Stories written by Ranjit Devraj
Regional editor Ranjit Devraj, based in Delhi, takes care of the journalistic production from the Asia and Pacific region. He handles a group of influential writers based in places like Bangkok, Rangoon, Tehran, Dubai, Karachi, Colombo, Melbourne, Beijing and Tokyo, among many others. He coordinates with the editor in chief and forms part of the IPS editorial team.
Ranjit Devraj has been an IPS correspondent in India since 1997. Prior to that he was a special correspondent with the United News of India news agency. Assignments for UNI included development of the agency’s overseas operations, particularly in the Gulf region.
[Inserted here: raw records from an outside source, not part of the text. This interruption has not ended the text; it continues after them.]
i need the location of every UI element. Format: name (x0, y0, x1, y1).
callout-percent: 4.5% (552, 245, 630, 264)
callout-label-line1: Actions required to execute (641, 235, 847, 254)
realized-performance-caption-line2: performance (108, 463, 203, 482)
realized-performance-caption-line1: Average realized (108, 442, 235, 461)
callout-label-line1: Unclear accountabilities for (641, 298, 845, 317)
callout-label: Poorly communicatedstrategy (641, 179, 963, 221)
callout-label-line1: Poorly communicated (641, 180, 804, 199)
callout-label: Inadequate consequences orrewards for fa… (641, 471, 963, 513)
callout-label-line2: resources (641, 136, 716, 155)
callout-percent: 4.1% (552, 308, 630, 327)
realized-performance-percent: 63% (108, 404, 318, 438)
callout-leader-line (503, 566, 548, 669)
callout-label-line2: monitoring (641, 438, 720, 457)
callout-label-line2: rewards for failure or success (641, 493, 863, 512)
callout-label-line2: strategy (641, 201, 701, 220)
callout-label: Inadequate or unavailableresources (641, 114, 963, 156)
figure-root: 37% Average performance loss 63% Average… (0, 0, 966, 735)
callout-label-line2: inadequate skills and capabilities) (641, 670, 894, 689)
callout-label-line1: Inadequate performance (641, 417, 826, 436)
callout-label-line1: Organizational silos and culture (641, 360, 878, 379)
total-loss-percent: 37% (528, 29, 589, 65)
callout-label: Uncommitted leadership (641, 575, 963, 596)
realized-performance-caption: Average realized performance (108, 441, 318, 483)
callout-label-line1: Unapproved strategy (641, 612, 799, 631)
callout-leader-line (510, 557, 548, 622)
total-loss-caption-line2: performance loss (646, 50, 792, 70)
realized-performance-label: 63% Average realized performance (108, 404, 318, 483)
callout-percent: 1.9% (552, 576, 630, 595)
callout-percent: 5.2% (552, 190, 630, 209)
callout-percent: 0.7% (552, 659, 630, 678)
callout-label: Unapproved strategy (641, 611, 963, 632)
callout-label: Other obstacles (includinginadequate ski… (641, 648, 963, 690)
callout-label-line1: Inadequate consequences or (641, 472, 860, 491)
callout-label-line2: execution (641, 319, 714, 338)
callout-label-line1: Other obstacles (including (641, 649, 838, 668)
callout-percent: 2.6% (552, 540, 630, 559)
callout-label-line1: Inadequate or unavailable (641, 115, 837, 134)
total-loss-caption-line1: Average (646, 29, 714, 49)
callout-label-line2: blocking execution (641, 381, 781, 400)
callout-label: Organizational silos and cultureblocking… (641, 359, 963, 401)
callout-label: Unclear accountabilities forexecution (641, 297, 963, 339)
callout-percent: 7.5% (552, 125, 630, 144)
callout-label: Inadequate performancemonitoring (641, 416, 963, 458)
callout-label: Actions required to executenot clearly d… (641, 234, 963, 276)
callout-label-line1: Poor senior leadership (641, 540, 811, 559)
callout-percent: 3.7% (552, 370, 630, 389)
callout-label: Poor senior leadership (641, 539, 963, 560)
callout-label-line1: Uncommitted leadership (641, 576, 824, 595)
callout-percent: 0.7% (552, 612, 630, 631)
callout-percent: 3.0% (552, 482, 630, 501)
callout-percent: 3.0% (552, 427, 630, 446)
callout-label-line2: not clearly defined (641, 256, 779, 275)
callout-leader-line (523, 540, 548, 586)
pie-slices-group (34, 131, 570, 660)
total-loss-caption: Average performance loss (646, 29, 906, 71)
Devraj counts two years in the trenches (1989-1990) covering the violent Gorkha autonomy movement in the Darjeeling Hills as most valuable in a career of varied journalistic experience.
While ‘data exclusivity’ clauses will not feature in the India-European Union free trade agreement (FTA), the threat posed by the impending deal to the world’s supply of cheap generic drugs is far from over.
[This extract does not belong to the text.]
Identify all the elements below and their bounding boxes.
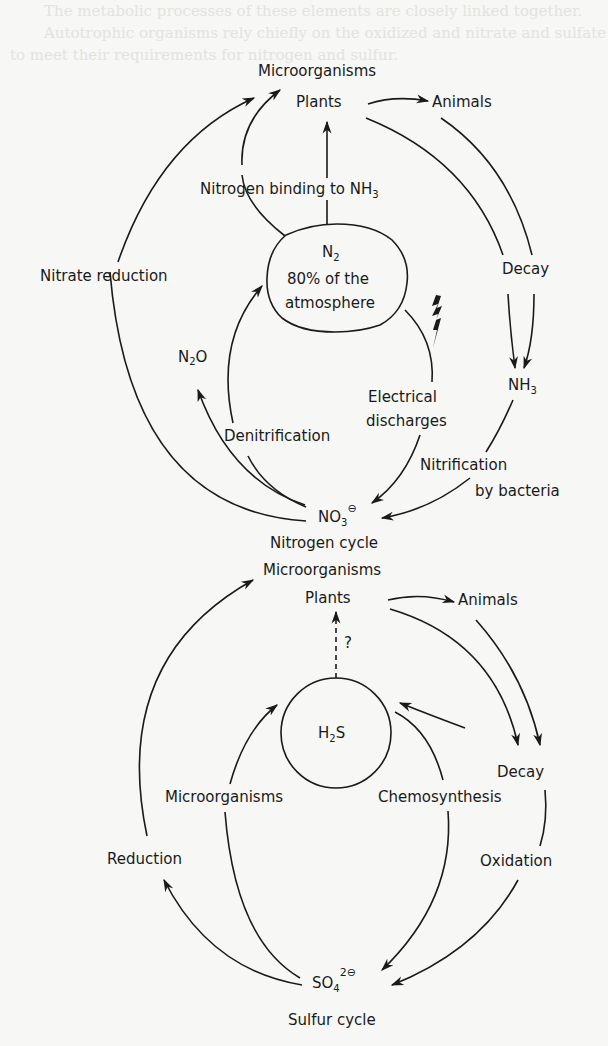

Confident in the large market it offers to the world’s nuclear suppliers, India has decided to shrug off new restrictions by a 46-nation cartel on the transfer of uranium enrichment and reprocessing technologies that potentially have military applications.
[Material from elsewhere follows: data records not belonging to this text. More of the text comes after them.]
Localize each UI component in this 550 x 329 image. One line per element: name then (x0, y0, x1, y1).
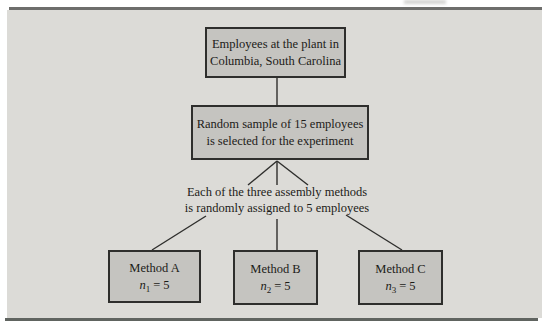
method-sample-size: n3= 5 (385, 278, 415, 295)
population-box: Employees at the plant in Columbia, Sout… (205, 27, 346, 78)
method-box: Method A n1= 5 (108, 250, 201, 303)
bottom-rule-divider (5, 318, 538, 321)
assignment-note-line2: is randomly assigned to 5 employees (157, 200, 397, 216)
sample-line1: Random sample of 15 employees (197, 116, 364, 133)
n-subscript: 1 (146, 284, 151, 294)
method-box: Method C n3= 5 (358, 250, 443, 305)
method-label: Method A (129, 260, 179, 277)
method-label: Method B (250, 261, 300, 278)
method-box: Method B n2= 5 (233, 250, 318, 305)
assignment-note: Each of the three assembly methods is ra… (157, 184, 397, 216)
sample-box: Random sample of 15 employees is selecte… (191, 105, 369, 160)
cropped-text-remnant (404, 0, 446, 4)
population-line1: Employees at the plant in (212, 36, 339, 53)
n-subscript: 2 (267, 285, 272, 295)
n-value: = 5 (399, 279, 415, 293)
method-sample-size: n2= 5 (260, 278, 290, 295)
n-value: = 5 (153, 278, 169, 292)
method-label: Method C (375, 261, 425, 278)
n-value: = 5 (274, 279, 290, 293)
method-sample-size: n1= 5 (139, 277, 169, 294)
n-subscript: 3 (392, 285, 397, 295)
population-line2: Columbia, South Carolina (210, 53, 341, 70)
assignment-note-line1: Each of the three assembly methods (157, 184, 397, 200)
sample-line2: is selected for the experiment (206, 133, 353, 150)
figure-canvas: Employees at the plant in Columbia, Sout… (0, 0, 550, 329)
By striking down a law that makes the death penalty mandatory for drug-related offences, the Bombay High Court has raised hopes among rights activists that other countries in the region will follow suit.
Cooperation between India and Brazil in pharmaceuticals and medical biotechnology has begun to falter, because Indian authorities would rather collaborate with western counterparts than those in developing countries, new research shows.
Almost 65 years after Mahatma Gandhi used "satyagraha" or "truth force" to lead a movement against British rule in India, Gandhism is back, this time facing an enemy more pernicious than colonialism: corrupt politicians, bureaucrats and businessmen stashing stolen wealth abroad.
In a country where capital punishment is rare, human rights activists are surprised by a sudden move to hang a Sikh separatist militant convicted for bombing attacks on a senior police officer and a Congress party politician in the early 1990s.
After a government report confirmed major ethical violations in trials of Human Papilloma Virus (HPV) vaccines on Indian schoolgirls, senior doctors are calling for transparency in clinical trials conducted under private-public partnerships.
Of the various cooperation programmes Indian Prime Minister Manmohan Singh announced in Addis Ababa on Tuesday, plans for an India-Africa Virtual University (IAVU) take pride of place.
With the search for a new chief of the International Monetary Fund (IMF) increasingly likely to stay within the European pale, a top Indian economist says that what matters is that the Fund changes its approach to countries in distress.
Provincial elections in four major Indian states have produced two female chief ministers, proving women capable of holding their own in the rough and tumble of politics in this deeply patriarchal country.
A waste-to-energy (WtE) project in the heart of the Indian capital run by a powerful industrial family is testing the enforceability of the country’s environmental and zoning laws.
Osama bin Laden’s killing by U.S. troops, in a safe house adjacent to a Pakistani military academy in Abbottabad, may vindicate India’s charges that its neighbour is a haven for jihadist groups, but it will do little to change that reality.
While the Fukushima tragedy has not deterred India from going ahead with building the world’s largest nuclear power facility at Jaitapur on the western coast, the government has announced a tighter safety regime for its ambitious nuclear power programme.
Will India, the world’s biggest manufacturer of the pesticide endosulfan, and also the biggest victim of the toxic pesticide, persist with opposing its ban globally?
The summit of the BRICS (Brazil, Russia, India, China and South Africa) countries showed up both the strengths and the limitations of the caucus of emerging economies, says former Indian foreign secretary Shyam Saran in an interview to IPS.